Was the forfeiture proportional? The judge flagged this as a serious concern. SARS was holding a R400 million vessel to enforce a R124 million tax claim, and Ocean Ark had no involvement in the alleged wrongdoing. Whether this is constitutionally fair will be decided in the review.
Did Astron Energy have standing? Yes. Even though Astron is not the owner, it is the company actually using the vessel and losing about R31 million a month. That direct commercial interest was enough.
Was Ocean Ark an "innocent owner"? The judge was cautious. The current Customs Act does not clearly protect innocent owners the way an older version did. But Ocean Ark's lack of involvement still mattered when weighing SARS's discretion and constitutional fairness.
Was the bank guarantee good enough? Yes. This finding effectively decided the case. The judge worked through SARS's three objections and found that the revised Lombard Insurance guarantee, covering both the vessel's value and the full tax exposure, gives SARS the same protection as physically holding the ship.
Was the matter truly urgent? Yes. The delay was spent trying to settle with SARS, and once SARS refused in September 2025, the applicants moved within about six weeks. The judge also noted that detaining a commercial ship is inherently urgent because losses build up daily.
Other findings
The judge also rejected SARS's argument that the vessel had already been forfeited automatically, because review proceedings have been launched. She also confirmed that the stricter "clearest of cases" test for interdicts against government did not apply, because these were ordinary administrative decisions, not big policy calls.

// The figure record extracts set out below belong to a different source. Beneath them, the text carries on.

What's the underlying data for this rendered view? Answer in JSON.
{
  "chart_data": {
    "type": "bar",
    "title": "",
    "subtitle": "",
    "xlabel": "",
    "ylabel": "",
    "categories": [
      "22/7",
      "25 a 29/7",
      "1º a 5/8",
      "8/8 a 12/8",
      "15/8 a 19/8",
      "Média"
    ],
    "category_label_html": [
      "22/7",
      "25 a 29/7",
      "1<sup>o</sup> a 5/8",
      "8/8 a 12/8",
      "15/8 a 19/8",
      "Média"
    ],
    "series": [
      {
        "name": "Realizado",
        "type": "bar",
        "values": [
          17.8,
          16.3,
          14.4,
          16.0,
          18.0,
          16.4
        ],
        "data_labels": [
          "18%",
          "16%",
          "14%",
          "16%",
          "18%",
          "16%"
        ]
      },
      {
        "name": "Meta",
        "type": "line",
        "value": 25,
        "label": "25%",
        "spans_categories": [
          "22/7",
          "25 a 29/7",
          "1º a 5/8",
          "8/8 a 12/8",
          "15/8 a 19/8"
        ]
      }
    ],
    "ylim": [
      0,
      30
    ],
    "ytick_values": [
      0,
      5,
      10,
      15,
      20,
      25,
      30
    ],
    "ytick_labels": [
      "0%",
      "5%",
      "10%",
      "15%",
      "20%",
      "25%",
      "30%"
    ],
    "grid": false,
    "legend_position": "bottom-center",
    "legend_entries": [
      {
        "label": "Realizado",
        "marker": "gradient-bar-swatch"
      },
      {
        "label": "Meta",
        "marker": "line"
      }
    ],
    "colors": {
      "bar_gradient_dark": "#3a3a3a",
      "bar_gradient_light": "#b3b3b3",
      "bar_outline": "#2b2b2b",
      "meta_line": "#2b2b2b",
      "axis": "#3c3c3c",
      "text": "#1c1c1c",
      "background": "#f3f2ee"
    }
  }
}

SARS was ordered to pay the applicants' costs at Scale C, the higher end of the scale, because the case raised novel legal questions, involved very large sums, and required two senior counsel on each side over two hearings.
An important caveat
This is only an interim ruling. It releases the vessel for now and protects SARS with a guarantee, but it does not finally decide whether the vessel was imported, whether VAT is owed, or whether SARS acted lawfully. Those questions go to the Gauteng High Court.
What This Means for Accountants
This judgment highlights several practical risks for accountants and tax practitioners advising clients involved in shipping, logistics, energy, and cross-border transactions.
Customs exposure can be significant
Foreign assets brought into South Africa for local use may trigger customs and VAT consequences even where complex ownership or charter structures exist.
Compliance failures can escalate quickly
Failure to make proper customs entry may result in detention, seizure, forfeiture proceedings, VAT liabilities, penalties, and interest.
The definition of “importer” is broad
Multiple parties in a transaction chain may potentially face customs exposure, including owners, parties carrying risk, and those beneficially interested in the goods.
Proportionality matters
The court took seriously the concern that forfeiting a R400 million asset to secure a much smaller tax claim could amount to arbitrary deprivation of property.
Bank guarantees may provide practical relief
The judgment confirms that an adequate financial guarantee can, in appropriate circumstances, replace the physical detention of valuable commercial assets.
For accountants advising on shipping, energy, import financing, and cross-border asset structures, this judgement is a useful reminder that customs and excise law can intersect with VAT, tax planning, and commercial finance in ways that produce very large exposures very quickly. Bringing in customs specialists early, and engaging proactively with SARS where there is uncertainty, is far cheaper than reacting once a vessel, or any other valuable asset, has been detained.